Contemporary Art’s transdisciplinary journey

Sun, 01 Jul 2012 15:02:00 BST

Professor Alex Coles launches his ‘Transdisciplinary Studio’ in Basel, London and Huddersfield

Professor Alex Coles

Pictured at the Basel launch of Transdisciplinary Studio are (l-r) Martin Boyce, Konstantin Grcic and the University's Professor Alex Coles.

PROFESSOR Alex Coles (pictured below), of the University of Huddersfield, has embarked on an ambitious series of books which will explore and explain one of the most important developments in contemporary art – the fact that 21st century artists move freely between disciplines.

And they are often part of large, studio-based teams than can be almost industrial in their scale and methods of production.

Professor Alex Coles

Trained as an art historian, the shape of Professor Coles’s research was formed when he realised that more and more contemporary artists were using languages and processes derived from design and architecture.  They are therefore transdisciplinary artists and it is as Professor of Transdisciplinary Studies that Alex Coles has taken up his post at the University of Huddersfield.

Recently published is the first volume in what will be a sequence of books under the series title ‘The Transdisciplinary Studio’.

Volume one focuses on Olafur Eliasson, Jorge Pardo, Konstantin Grcic and Åbäke and the research process saw Professor Coles spending as long as three  months in the studios of the four artists, who are based in various parts of Europe.  It was an anthropological approach, he says.

Professor Alex Coles's book

“This participant-observation method, which derives from anthropology, is a key characteristic of transdisciplinary research which usually involves a group rather than just an individual,” he says.  “By being there and writing about what the artists do, I temporarily became a part of the studio team.”

Most contemporary art that is of international standing is made by a studio team which can consist of fabricators, designers, architects, academics and others. In the case of the Berlin-based Olafur Eliasson, for example, the team was at least 50-strong.

“It is almost industrial – not just somebody thinking and drawing.”

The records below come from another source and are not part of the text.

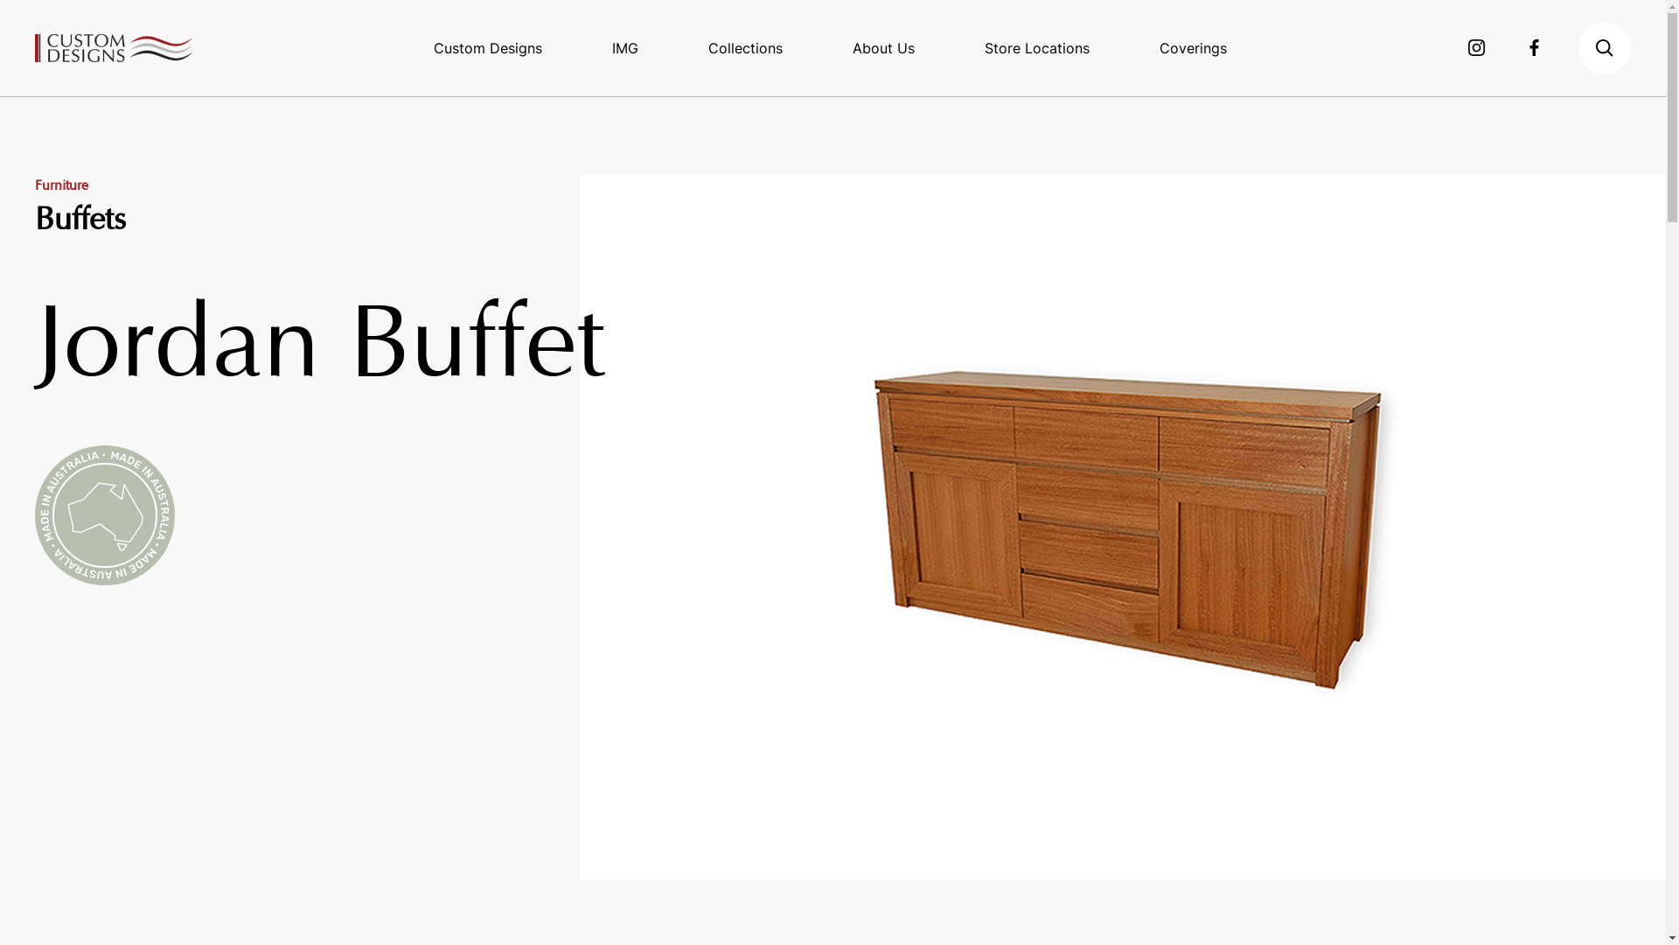 Image resolution: width=1679 pixels, height=945 pixels. What do you see at coordinates (488, 48) in the screenshot?
I see `Custom Designs` at bounding box center [488, 48].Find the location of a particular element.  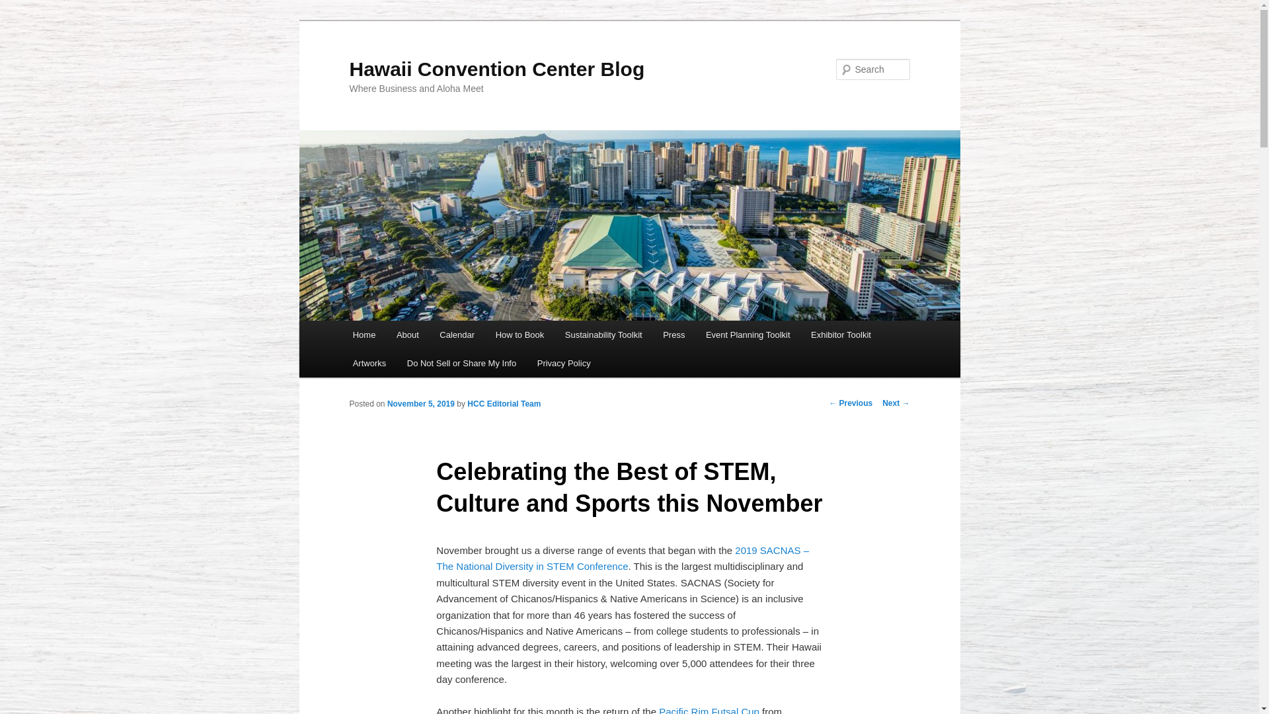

The first ‘Transdisciplinary Studio’ volume has been launched at the massive Basel Art Fair and it will also receive a launch at London’s Institute of Contemporary Arts and in Huddersfield itself, when Professor Coles delivers his inaugural lecture later in the year.

The series itself is open-ended.  “It will probably continue until I retire!” says Professor Coles.

Born in Ellesmere Port, he was drawn to the new interface between art, design and architecture during his postgraduate studies and his previous teaching appointments have included Goldsmiths College in London and the Otis College of Art and Design in Los Angeles.

At the University of Huddersfield, in addition to his research and writing, he will be supervising PhD students and teaching on a new Research Methods Programme, open to postgraduate students and to staff.

The University’s School of Arts, Design and Architecture embodies the transdisciplinary philosophy which is at the heart of his research.

“There was a parallel journey that we were both on, and it made sense for me to come here because we were both in at a similar point in our trajectory.”